[TASK TO COMPLETE] Your job here is to restate every record exactly, pictures excluded.

(Items from a dataset)
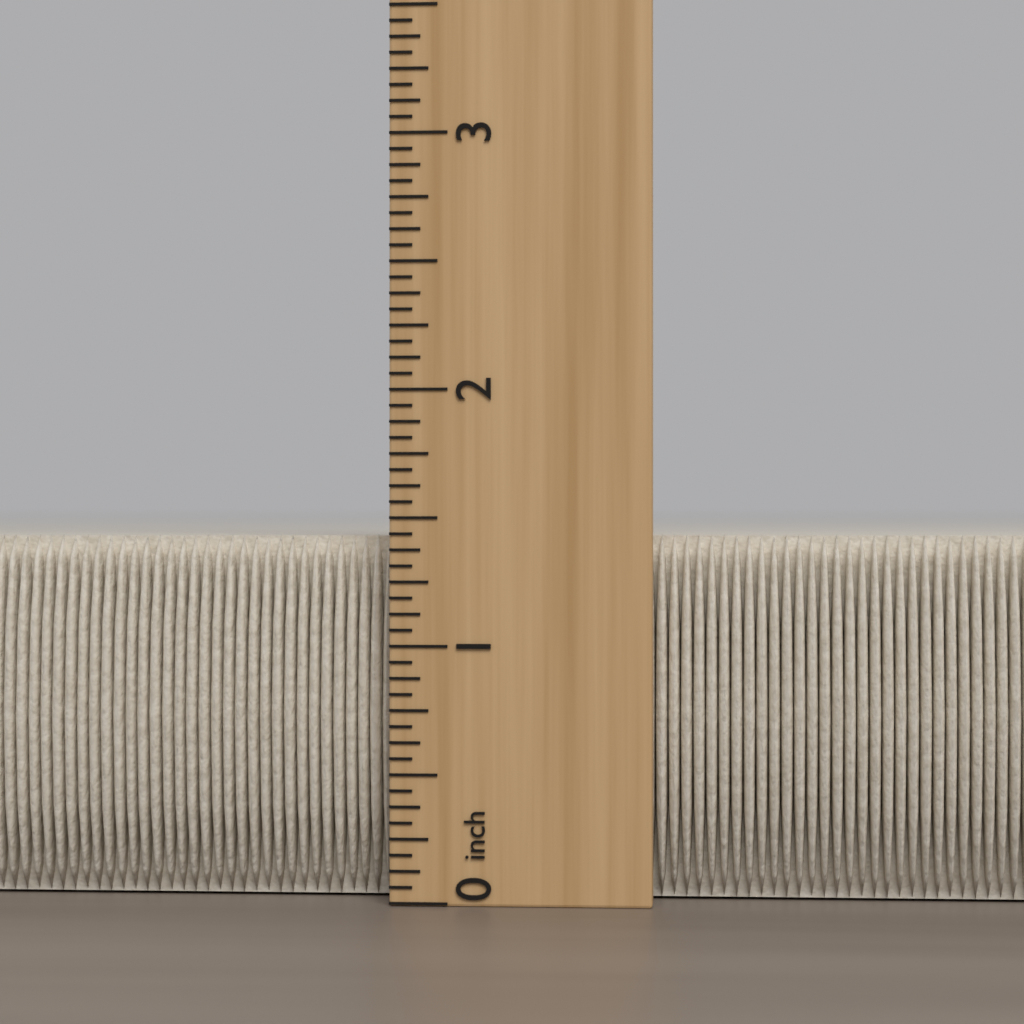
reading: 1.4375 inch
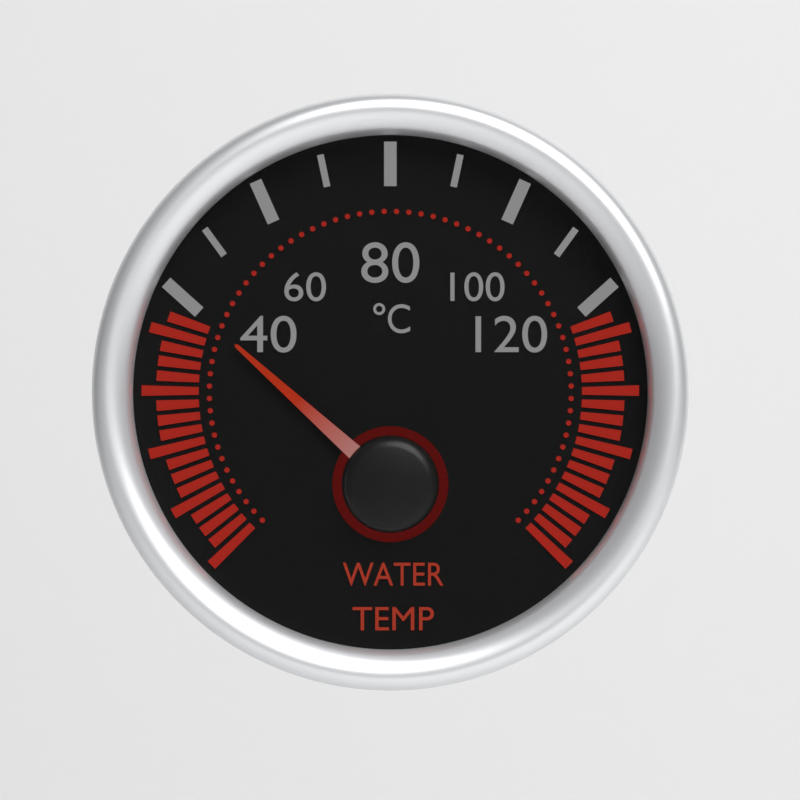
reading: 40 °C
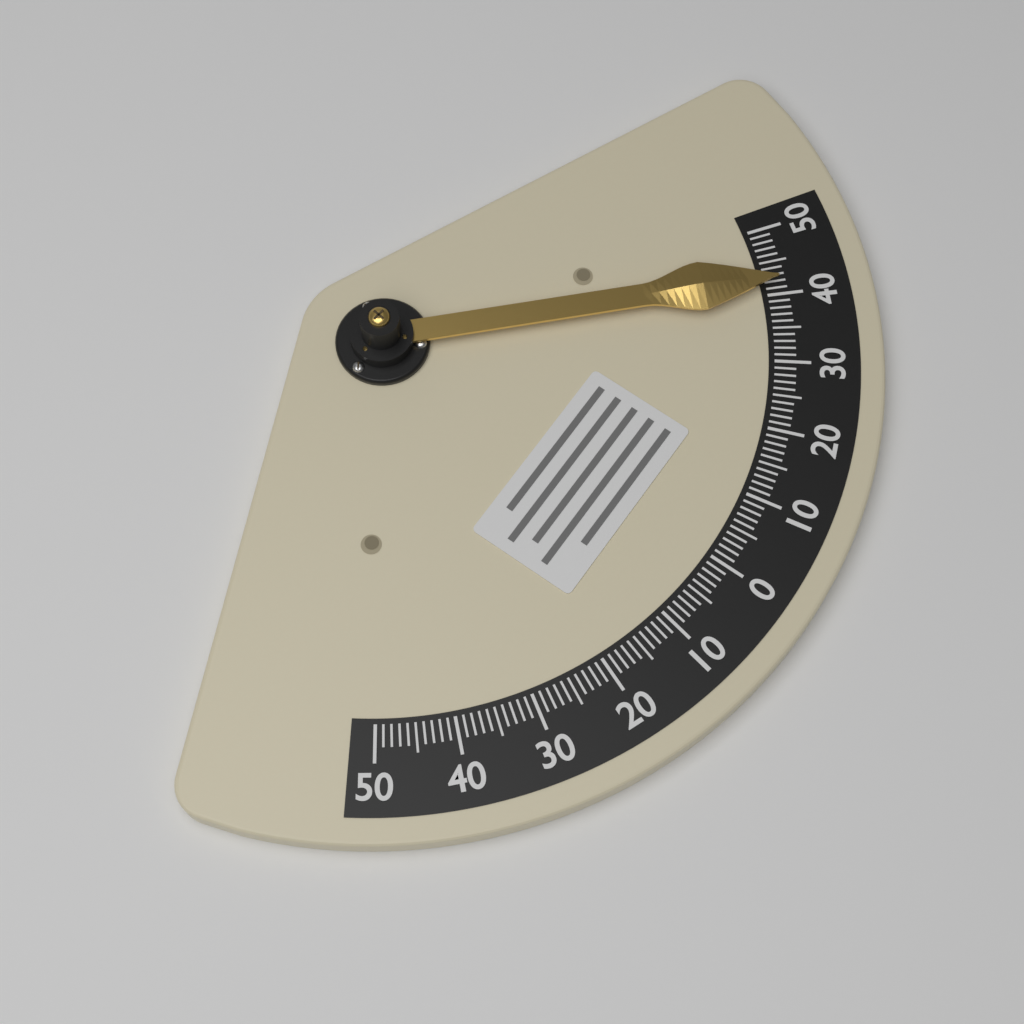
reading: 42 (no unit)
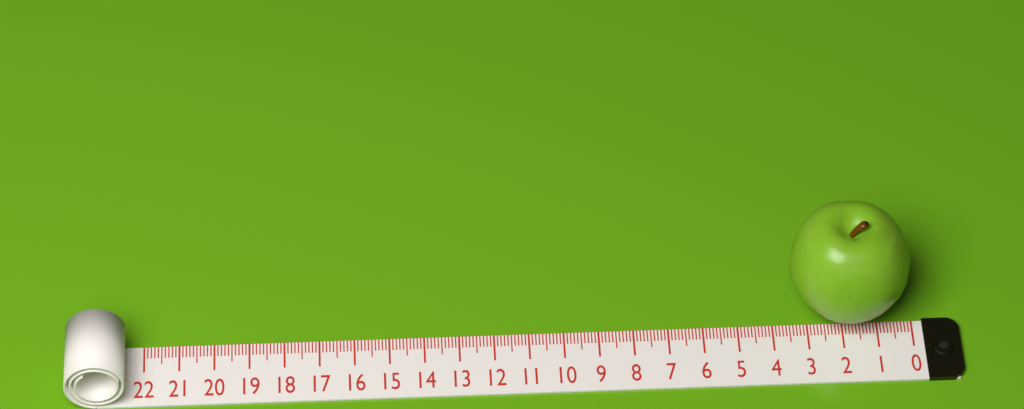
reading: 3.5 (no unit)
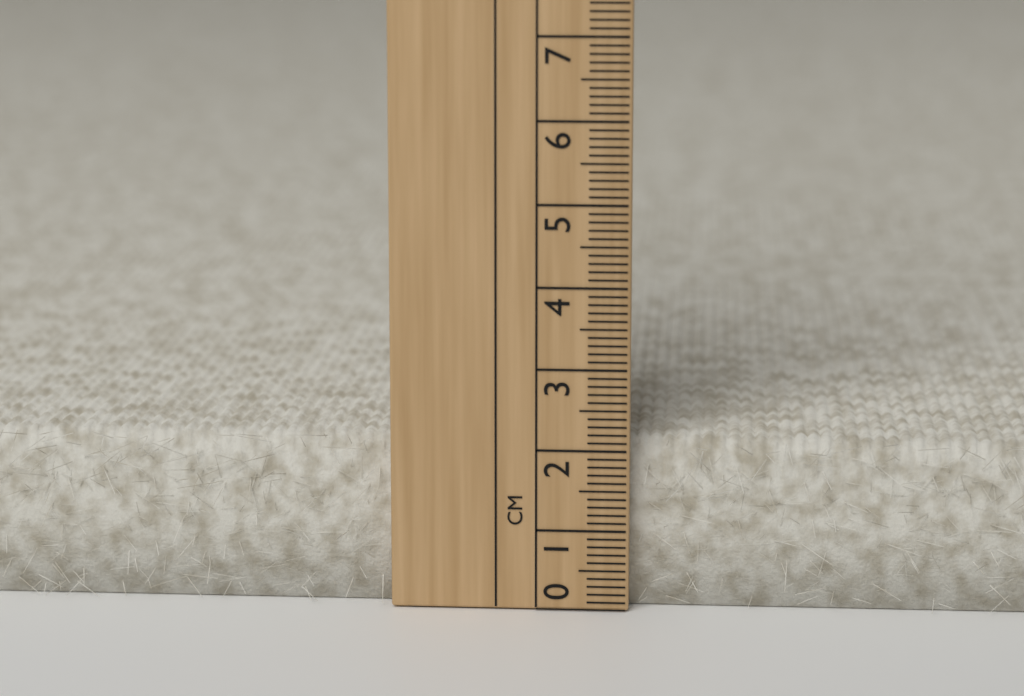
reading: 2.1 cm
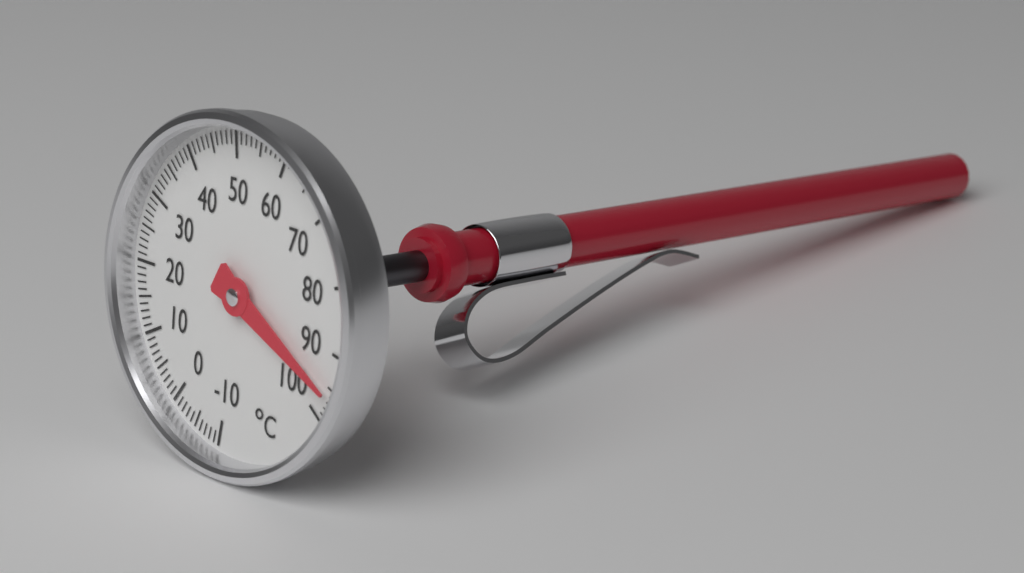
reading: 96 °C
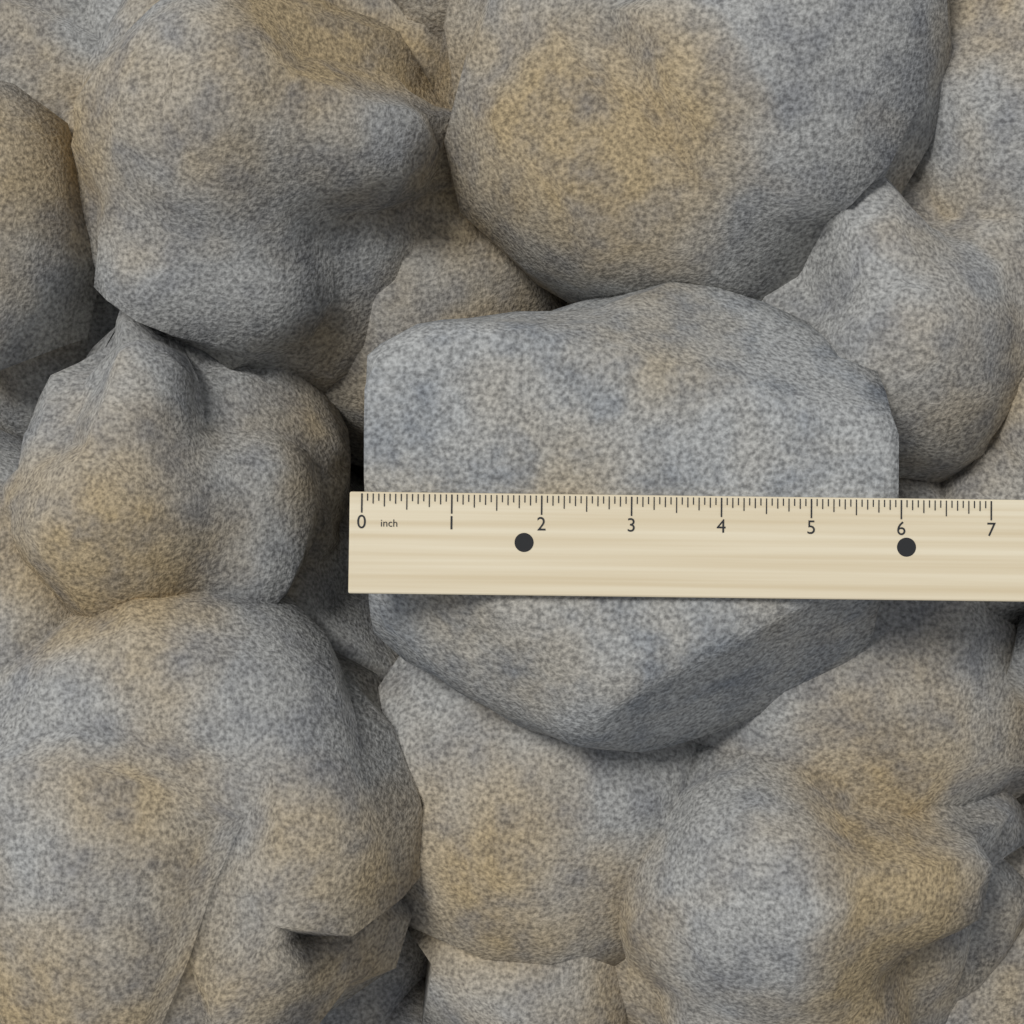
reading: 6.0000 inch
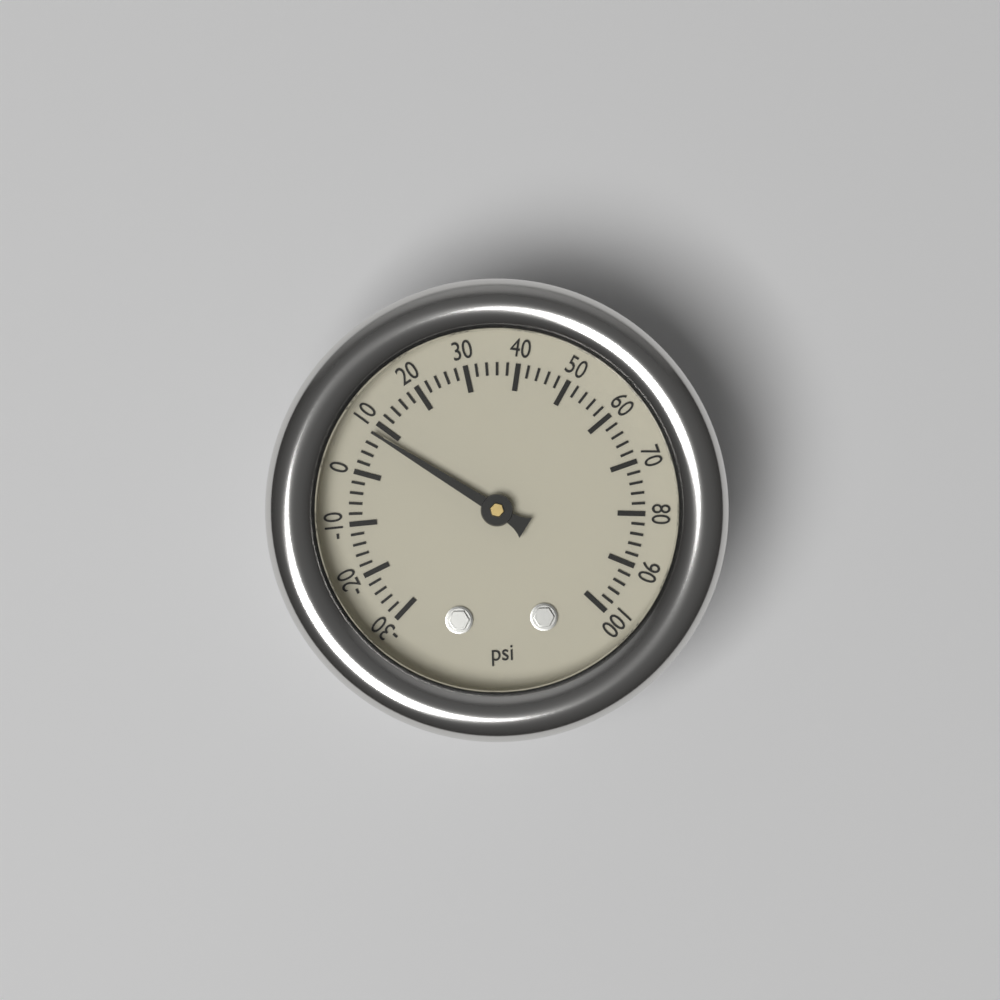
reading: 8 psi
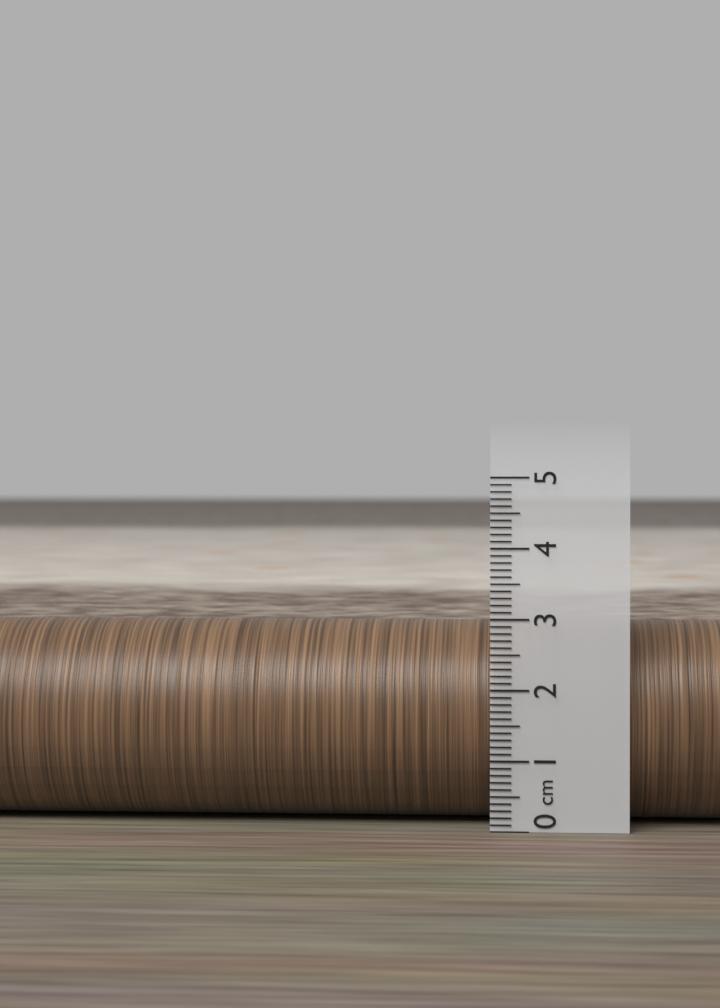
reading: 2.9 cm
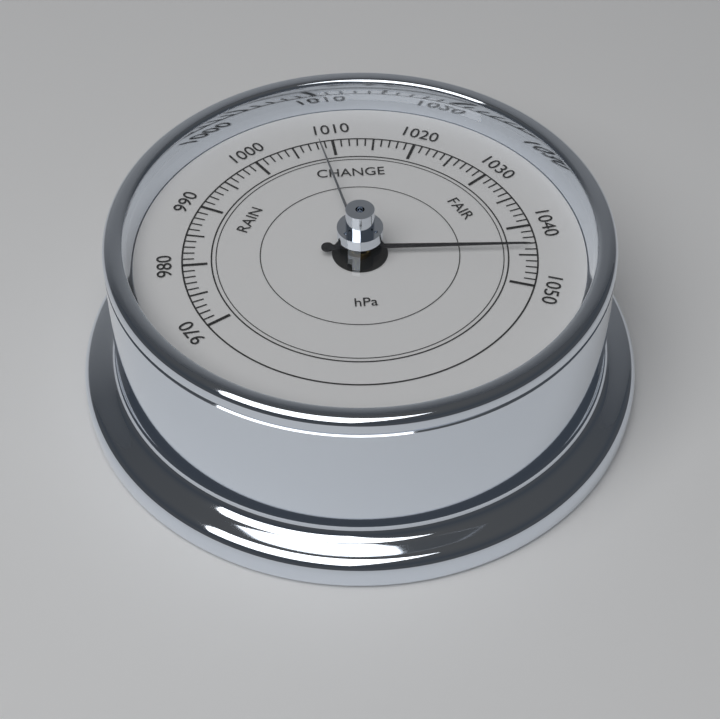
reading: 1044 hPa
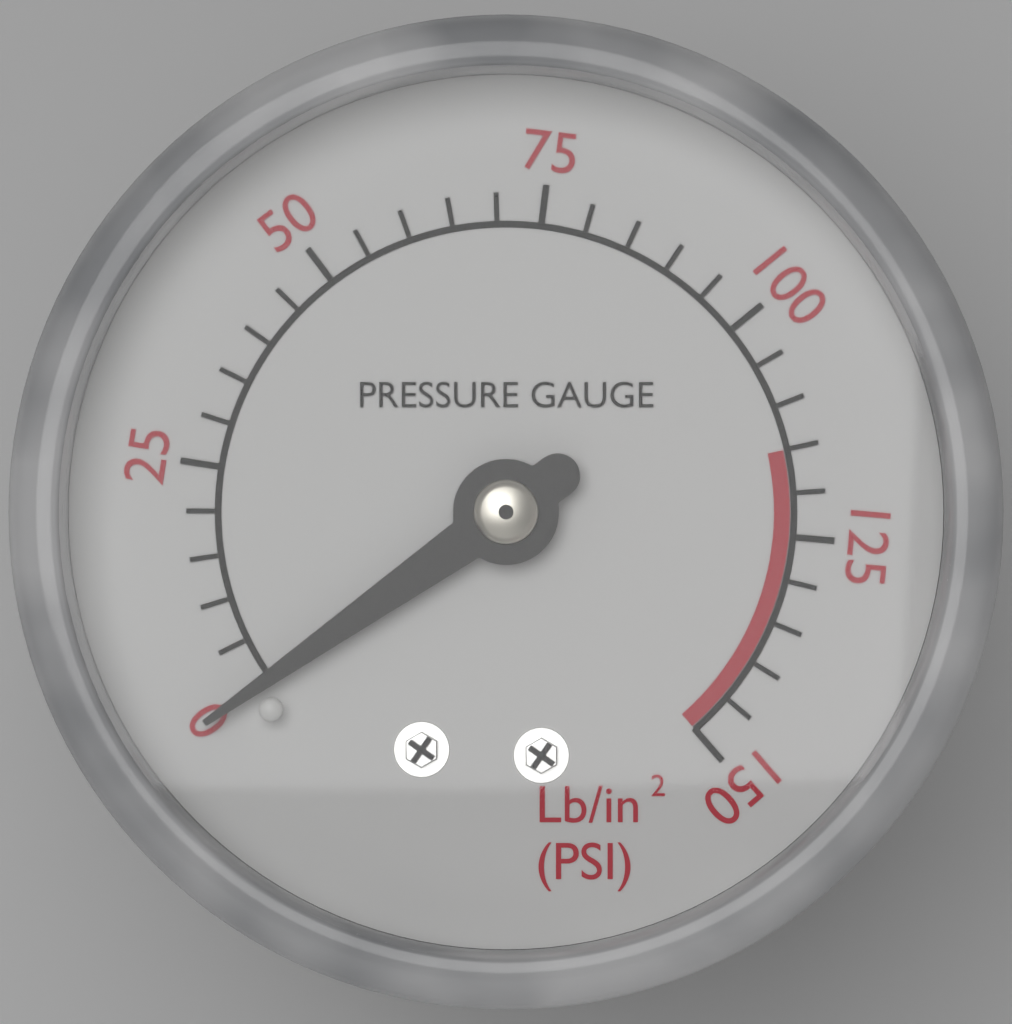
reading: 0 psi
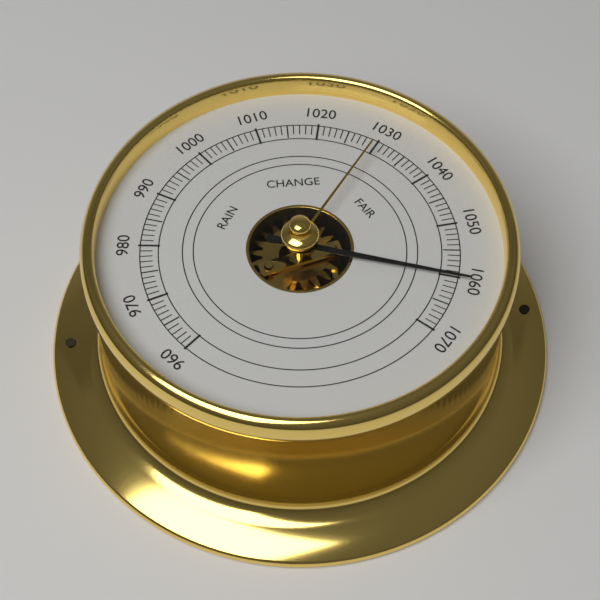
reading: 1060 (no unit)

[RESPONSE FOR THIS EXERCISE]
reading: 1.4375 inch
reading: 40 °C
reading: 42 (no unit)
reading: 3.5 (no unit)
reading: 2.1 cm
reading: 96 °C
reading: 6.0000 inch
reading: 8 psi
reading: 2.9 cm
reading: 1044 hPa
reading: 0 psi
reading: 1060 (no unit)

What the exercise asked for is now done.